Medicine and Power Module
Module Takeaways
- Appreciate systemic power imbalances in the mental health system between those who provide and those who use services
- Recognize how these power imbalances are maintained by interconnected systems of oppression based on gender, sexuality, race, and other social categories
- Understand that human rights are fundamental to ethical and compassionate care
- Recognize the value of treating the whole person, and the critical importance of incorporating lived experience, history, and culture in creating respectful equitable patient-practitioner partnerships
Module Components
- Art, an artist’s statement and interview excerpts expressing the experience of a bisexual, Black Biracial woman diagnosed with Bipolar Disorder-Type two, trying to navigate and change a system that was not built for her.
- A series of Letters to Professionals written by young people setting out key aspects of how best to support youth mental health.
- Documents, audio commentaries, and a powerful personal story illuminating the history of sterilization in Canada.
- A 5-minute puppet show on the importance of healing systems that treat the whole person. Created by Lori, a community expert.
- An autobiographical sculpture with a provocative title, created by two community experts with a sincere wish for healing partnerships in mental health
- A 6-minute video depicting “Question Man,” the ultra ego of a patient struggling for a sense of self. Created by community expert Irit Shimrat.
Module Assessment
Using module components as a starting point, ask students to write a 250-word letter as a compassionate practitioner of today. Student letters should explain how power imbalances in the mental health system can lead to errors in practice, and then propose an alternative scenario that treats the whole person and exemplifies a respectful and equitable patient-practitioner partnership. Ask students to address their letter to one of the following people featured in the module:
- Ashley T.
- Doreen Befus
- Lori E.
- Alistair Scott-Turner
- Dana Allan
- Irit Shimrat
Module Learning Lens
Question: What’s the difference between a Doctor and God?
Answer: God doesn’t wake up in the morning thinking he’s a Doctor.
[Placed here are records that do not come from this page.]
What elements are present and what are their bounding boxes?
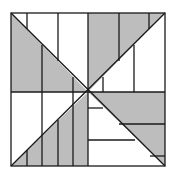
square-diagram: [0, 0, 178, 180]
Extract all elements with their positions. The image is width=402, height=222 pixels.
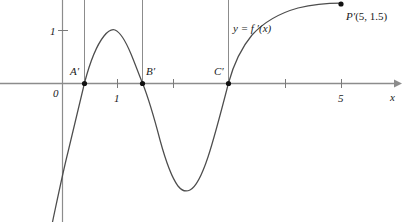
label-p-prime-name: P′ xyxy=(346,10,355,22)
label-b-prime: B′ xyxy=(146,66,155,77)
origin-label: 0 xyxy=(53,88,59,99)
point-p-prime[interactable] xyxy=(338,1,343,6)
x-axis-arrow-icon xyxy=(394,80,402,88)
vertical-gridlines xyxy=(85,0,229,83)
label-p-prime: P′(5, 1.5) xyxy=(346,11,387,22)
x-axis-tick-label-1: 1 xyxy=(114,93,120,104)
point-a-prime[interactable] xyxy=(82,81,87,86)
label-p-prime-coords: (5, 1.5) xyxy=(355,10,387,22)
x-axis-label: x xyxy=(390,92,395,103)
plot-canvas xyxy=(0,0,402,222)
label-c-prime: C′ xyxy=(214,66,224,77)
y-axis-tick-label-1: 1 xyxy=(50,26,56,37)
point-c-prime[interactable] xyxy=(226,81,231,86)
point-b-prime[interactable] xyxy=(140,81,145,86)
fprime-curve xyxy=(51,3,341,222)
x-axis-tick-label-5: 5 xyxy=(338,93,344,104)
label-a-prime: A′ xyxy=(70,66,79,77)
marked-points xyxy=(82,1,344,86)
graph-figure: 1 0 1 5 x A′ B′ C′ y = f ′(x) P′(5, 1.5) xyxy=(0,0,402,222)
curve-equation-label: y = f ′(x) xyxy=(233,23,271,34)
These kinds of (not entirely funny) jokes point to a generalized and ambient understanding that physicians – including mental health practitioners – hold a tremendous amount of power compared to the patients whom they serve. Historically and today, laws, professional structures and political decisions have reinforced practitioner power and interconnected systems of oppression within mental health services rooted in gender, sexuality, race, and other categories. Over time, as sites where psychiatric power is exercised have evolved and new professional players have come on board, this grid of intersecting oppressions has remained as a central feature of the system. We included materials in this module on the history of state-sanctioned sterilization, legal in Alberta until the 1970s, and on experience of a post-millennial bisexual, black bi-racial woman diagnosed with bipolar disorder-Type two. Both sets of artefacts demonstrate the erroneous assumptions of professional and state power in the pursuit of alleged good mental health.
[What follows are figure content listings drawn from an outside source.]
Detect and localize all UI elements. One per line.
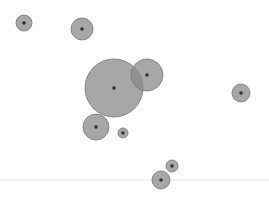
bubble-chart-canvas	[0, 0, 269, 200]
bubble-center-dot	[145, 73, 149, 77]
bubble	[152, 171, 170, 189]
bubble-center-dot	[239, 91, 243, 95]
bubble	[232, 84, 250, 102]
bubble	[83, 114, 109, 140]
bubble-chart	[0, 0, 269, 200]
bubble	[131, 59, 163, 91]
bubble-center-dot	[159, 178, 163, 182]
bubble-center-dot	[80, 27, 84, 31]
bubble-group	[16, 15, 250, 189]
bubble-center-dot	[22, 21, 26, 25]
bubble-center-dot	[170, 164, 174, 168]
bubble-center-dot	[112, 86, 116, 90]
bubble	[16, 15, 32, 31]
bubble	[71, 18, 93, 40]
bubble	[166, 160, 178, 172]
bubble-center-dot	[94, 125, 98, 129]
bubble-center-dot	[121, 131, 125, 135]
bubble	[118, 128, 128, 138]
The “expert” knowledge of professionals is seen to confer on them the ability to make decisions that are in the best interests of patients; at the most practical and applied level, many non-physicians find medical jargon incomprehensible, feeling intimated or uncertain during times of vulnerability or illness, unable to offer dissenting or self-assertive perspectives. This is certainly something that our project community experts feel deeply because they really live with this power imbalance every day. All described oppressive experiences accessing mental health services. Some of the participants spoke eloquently about what they called the “Psychiatric Gaze,” a kind of all-consuming and utterly exclusionary attitude levelled towards people with non-normative mental health profiles: the mental health issue became the sole and primary issue by which a person was understood, eclipsing all other nuances and realities. Others in the group stressed that the current focus on mental health issues as biological pathology means the social, political and economic factors impacting a person’s life are ignored. But whatever shape this oppression takes, it isn’t just about using mental health services, it is also about race, class, sexuality, gender, immigration status – to name some of the many interconnected factors that shape such encounters.
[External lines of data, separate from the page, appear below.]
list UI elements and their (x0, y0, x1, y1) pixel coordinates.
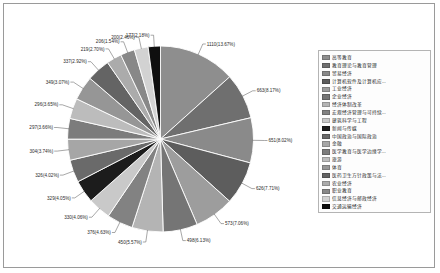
legend-color-swatch-icon (322, 173, 330, 178)
pie-data-label: 376(4.63%) (87, 230, 111, 235)
pie-data-label: 349(3.07%) (46, 80, 70, 85)
legend-item-label: 经济体制改革 (332, 102, 362, 107)
legend-color-swatch-icon (322, 189, 330, 194)
legend-item[interactable]: 新闻与传媒 (322, 125, 428, 133)
legend-item-label: 企业经济 (332, 94, 352, 99)
legend-color-swatch-icon (322, 63, 330, 68)
legend-item[interactable]: 旅游 (322, 156, 428, 164)
pie-leader-line (136, 37, 142, 49)
legend-color-swatch-icon (322, 94, 330, 99)
legend-item[interactable]: 企业经济 (322, 93, 428, 101)
pie-leader-line (180, 229, 186, 241)
pie-slices-group (67, 46, 253, 232)
legend-color-swatch-icon (322, 181, 330, 186)
legend-item[interactable]: 宏观经济管理与可持续... (322, 109, 428, 117)
pie-leader-line (59, 105, 73, 109)
legend-color-swatch-icon (322, 165, 330, 170)
legend-item[interactable]: 教育理论与教育管理 (322, 62, 428, 70)
legend-item-label: 职业教育 (332, 188, 352, 193)
legend-item[interactable]: 医药卫生方针政策与法... (322, 172, 428, 180)
legend-item[interactable]: 建筑科学与工程 (322, 117, 428, 125)
pie-leader-line (242, 91, 256, 97)
pie-leader-line (151, 35, 155, 47)
pie-data-label: 450(5.57%) (118, 240, 142, 245)
legend-item[interactable]: 农业经济 (322, 180, 428, 188)
legend-color-swatch-icon (322, 134, 330, 139)
legend-item[interactable]: 体育 (322, 164, 428, 172)
legend-item-label: 新闻与传媒 (332, 126, 357, 131)
legend-item-label: 体育 (332, 165, 342, 170)
chart-legend: 高等教育教育理论与教育管理贸易经济计算机软件及计算机应...工业经济企业经济经济… (318, 50, 431, 213)
pie-data-label: 297(3.66%) (29, 125, 53, 130)
legend-item-label: 计算机软件及计算机应... (332, 79, 386, 84)
legend-color-swatch-icon (322, 157, 330, 162)
legend-color-swatch-icon (322, 149, 330, 154)
legend-color-swatch-icon (322, 71, 330, 76)
pie-data-label: 1110(13.67%) (207, 42, 236, 47)
legend-item[interactable]: 工业经济 (322, 85, 428, 93)
pie-leader-line (241, 183, 255, 189)
pie-data-label: 337(2.92%) (63, 59, 87, 64)
pie-leader-line (112, 222, 120, 233)
legend-item[interactable]: 中国政治与国际政治 (322, 132, 428, 140)
legend-item[interactable]: 高等教育 (322, 54, 428, 62)
legend-item-label: 宏观经济管理与可持续... (332, 110, 386, 115)
legend-item-label: 贸易经济 (332, 71, 352, 76)
legend-item-label: 信息经济与邮政经济 (332, 196, 377, 201)
legend-color-swatch-icon (322, 204, 330, 209)
legend-item[interactable]: 医学教育与医学边缘学... (322, 148, 428, 156)
legend-item[interactable]: 交通运输经济 (322, 203, 428, 211)
legend-item-label: 建筑科学与工程 (332, 118, 367, 123)
pie-data-label: 330(4.06%) (64, 215, 88, 220)
legend-item[interactable]: 金融 (322, 140, 428, 148)
legend-item[interactable]: 贸易经济 (322, 70, 428, 78)
legend-item-label: 农业经济 (332, 181, 352, 186)
pie-leader-line (106, 49, 115, 59)
legend-item-label: 高等教育 (332, 55, 352, 60)
pie-data-label: 206(1.54%) (96, 39, 120, 44)
legend-item-label: 中国政治与国际政治 (332, 134, 377, 139)
pie-data-label: 573(7.06%) (225, 221, 249, 226)
pie-chart-svg: 1110(13.67%)663(8.17%)651(8.02%)626(7.71… (0, 0, 320, 273)
legend-color-swatch-icon (322, 87, 330, 92)
pie-leader-line (143, 230, 148, 242)
pie-data-label: 626(7.71%) (256, 186, 280, 191)
pie-data-label: 326(4.02%) (35, 173, 59, 178)
pie-leader-line (72, 191, 85, 198)
pie-data-label: 296(3.65%) (35, 102, 59, 107)
chart-screenshot: 1110(13.67%)663(8.17%)651(8.02%)626(7.71… (0, 0, 440, 273)
legend-color-swatch-icon (322, 110, 330, 115)
pie-chart-area: 1110(13.67%)663(8.17%)651(8.02%)626(7.71… (0, 0, 320, 273)
pie-leader-line (214, 214, 224, 224)
legend-color-swatch-icon (322, 55, 330, 60)
pie-data-label: 304(3.74%) (29, 149, 53, 154)
pie-leader-line (89, 208, 100, 217)
pie-data-label: 651(8.02%) (269, 138, 293, 143)
pie-data-label: 177(2.18%) (126, 33, 150, 38)
pie-leader-line (54, 150, 69, 151)
pie-leader-line (121, 42, 128, 53)
legend-color-swatch-icon (322, 102, 330, 107)
pie-leader-line (198, 44, 206, 55)
legend-item[interactable]: 职业教育 (322, 187, 428, 195)
pie-leader-line (88, 62, 99, 71)
legend-color-swatch-icon (322, 141, 330, 146)
pie-data-label: 219(2.70%) (81, 47, 105, 52)
legend-item-label: 金融 (332, 141, 342, 146)
pie-leader-line (54, 128, 69, 129)
legend-item[interactable]: 经济体制改革 (322, 101, 428, 109)
pie-data-label: 329(4.05%) (47, 196, 71, 201)
pie-leader-line (60, 171, 74, 175)
pie-leader-line (70, 82, 83, 89)
legend-item-label: 教育理论与教育管理 (332, 63, 377, 68)
legend-item[interactable]: 信息经济与邮政经济 (322, 195, 428, 203)
pie-data-label: 498(6.13%) (187, 238, 211, 243)
legend-item[interactable]: 计算机软件及计算机应... (322, 78, 428, 86)
legend-color-swatch-icon (322, 118, 330, 123)
legend-color-swatch-icon (322, 196, 330, 201)
legend-item-label: 工业经济 (332, 86, 352, 91)
legend-color-swatch-icon (322, 79, 330, 84)
legend-item-label: 旅游 (332, 157, 342, 162)
legend-item-label: 交通运输经济 (332, 204, 362, 209)
pie-data-label: 663(8.17%) (257, 88, 281, 93)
Overwhelmingly, community partners in this project – all of whom had lived the realities of medicalization – believed that professionals should acknowledge the impacts of their decisions on patients and also the many possible inequities in the physician-patient relationship. People with intimate and lived understandings about the power of medicine felt those with that power should work in partnership with patients. They identified three common trends in the practices of mental health practitioners which they have experienced as disempowering: professional authoritarianism, lack of holistic forms of treatment, and lack of respectful communication.
It is absolutely the hope of people who worked to develop this module, and who gave their voices, stories and time to create these teaching resources, that new generations of mental health professionals, advocates, critical social theorists and practitioners will be aware of the power imbalances that historically – and to a great deal contemporaneously – dictate medical and healthcare relationships. The hope is that through this knowledge, the power can be disrupted.